Sunday, January 15, 2023

'The Order of the Tranquil Night'

“Sometimes a phrase or a verse you’ve read a hundred times over with indifference stirs an extraordinary fervor in you.” 

While thinking on Friday about the first anniversary of Terry Teachout’s death and the inconceivable premature deaths of other friends, I imperfectly remembered lines from Nabokov’s title poem in Pale Fire: “Life Everlasting--based on a misprint! / I mused as I drove homeward: take the hint / And stop investigating my abyss?” It was that final word that had anchored the lines for me: abyss. A chilling thought, nonexistence. John Shade had used the word earlier in “Pale Fire”:   

 

“And finally there was the sleepless night

When I decided to explore and fight

The foul, the inadmissible abyss,

Devoting all my twisted life to this

One task. Today I’m sixty-one. Waxwings

Are berry-pecking. A cicada sings.”

 

“Inadmissible.” Yes, that’s how it felt. A universe on two legs, talking, thinking, feeling – gone. Not missing or elsewhere – nonexistent. Yet Shade continues his research into life after death, prodded by the suicide of his daughter, Hazel Shade. The sentence quoted at the top is from Jean Guéhenno’s Diary of Dark Years, 1940-1944 (Oxford University Press, 2014), translated by David Ball. It is the journal Guéhenno kept while living in Paris during the German occupation. The passage from October 25, 1942 continues: “That’s what happened to me yesterday when I read this hemistich by Lucretius: ‘. . . Noctes vigilare serenas.’” The Latin tag from De Rerum Natura means “to stay awake through clear nights.” Guéhenno continues:

 

“These words were enough to make me happy all evening.
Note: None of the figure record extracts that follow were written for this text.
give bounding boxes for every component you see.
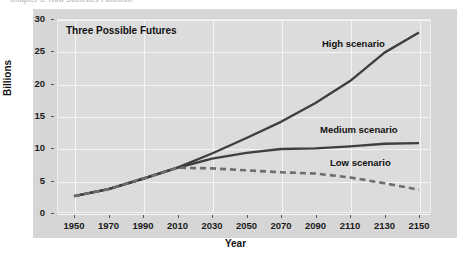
y-axis-tick-label: 30 <box>23 14 45 24</box>
gridline-vertical <box>75 20 76 212</box>
x-axis-tick-label: 2150 <box>399 221 439 231</box>
y-axis-tick-mark <box>51 213 54 214</box>
x-axis-tick-mark <box>316 215 317 218</box>
y-axis-tick-label: 10 <box>23 143 45 153</box>
x-axis-tick-mark <box>385 215 386 218</box>
x-axis-tick-mark <box>178 215 179 218</box>
x-axis-title: Year <box>0 238 471 249</box>
x-axis-tick-mark <box>247 215 248 218</box>
series-label-high: High scenario <box>322 38 385 49</box>
running-head: Chapter 3: How Societies Function <box>10 0 132 3</box>
y-axis-tick-mark <box>51 19 54 20</box>
series-label-medium: Medium scenario <box>320 124 398 135</box>
y-axis-tick-label: 25 <box>23 46 45 56</box>
x-axis-tick-mark <box>212 215 213 218</box>
y-axis-tick-label: 15 <box>23 111 45 121</box>
y-axis-tick-mark <box>51 181 54 182</box>
gridline-horizontal <box>58 117 430 118</box>
x-axis-tick-mark <box>109 215 110 218</box>
gridline-horizontal <box>58 149 430 150</box>
gridline-horizontal <box>58 20 430 21</box>
x-axis-tick-mark <box>350 215 351 218</box>
x-axis-tick-mark <box>74 215 75 218</box>
series-label-low: Low scenario <box>330 157 391 168</box>
gridline-horizontal <box>58 52 430 53</box>
y-axis-tick-mark <box>51 51 54 52</box>
y-axis-tick-label: 5 <box>23 176 45 186</box>
y-axis-tick-mark <box>51 84 54 85</box>
y-axis-tick-mark <box>51 148 54 149</box>
gridline-vertical <box>144 20 145 212</box>
y-axis-tick-label: 0 <box>23 208 45 218</box>
gridline-vertical <box>213 20 214 212</box>
x-axis-tick-mark <box>143 215 144 218</box>
gridline-horizontal <box>58 214 430 215</box>
gridline-vertical <box>282 20 283 212</box>
gridline-vertical <box>420 20 421 212</box>
y-axis-tick-label: 20 <box>23 79 45 89</box>
gridline-horizontal <box>58 85 430 86</box>
y-axis-title: Billions <box>2 60 13 96</box>
y-axis-tick-mark <box>51 116 54 117</box>
x-axis-tick-mark <box>419 215 420 218</box>
gridline-horizontal <box>58 182 430 183</box>
chart-title: Three Possible Futures <box>66 25 177 36</box>
x-axis-tick-mark <box>281 215 282 218</box>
Those great, long, exalted nights you spend reading when you’re twenty [Guéhenno was fifty-two], on watch in the silence and the darkness with all the great order of stars around you, that hope, that expectation, that awareness . . . And the finest moment is when, with the help of a kind of tired drunkenness, it seems to you that the order of the tranquil night has become the actual order of your mind, the light in its rank among the lights.”

 

Guéhenno quotes Lucretius’ words again and adds: “And then the sirens howled out the air-raid warning.”

 

I’m reading Guéhenno’s diary thanks to Isaac Waisberg, who maintains a sort of digital commonplace book and a library of books in pdf format, including Theodor Haecker’s Journal in the Night.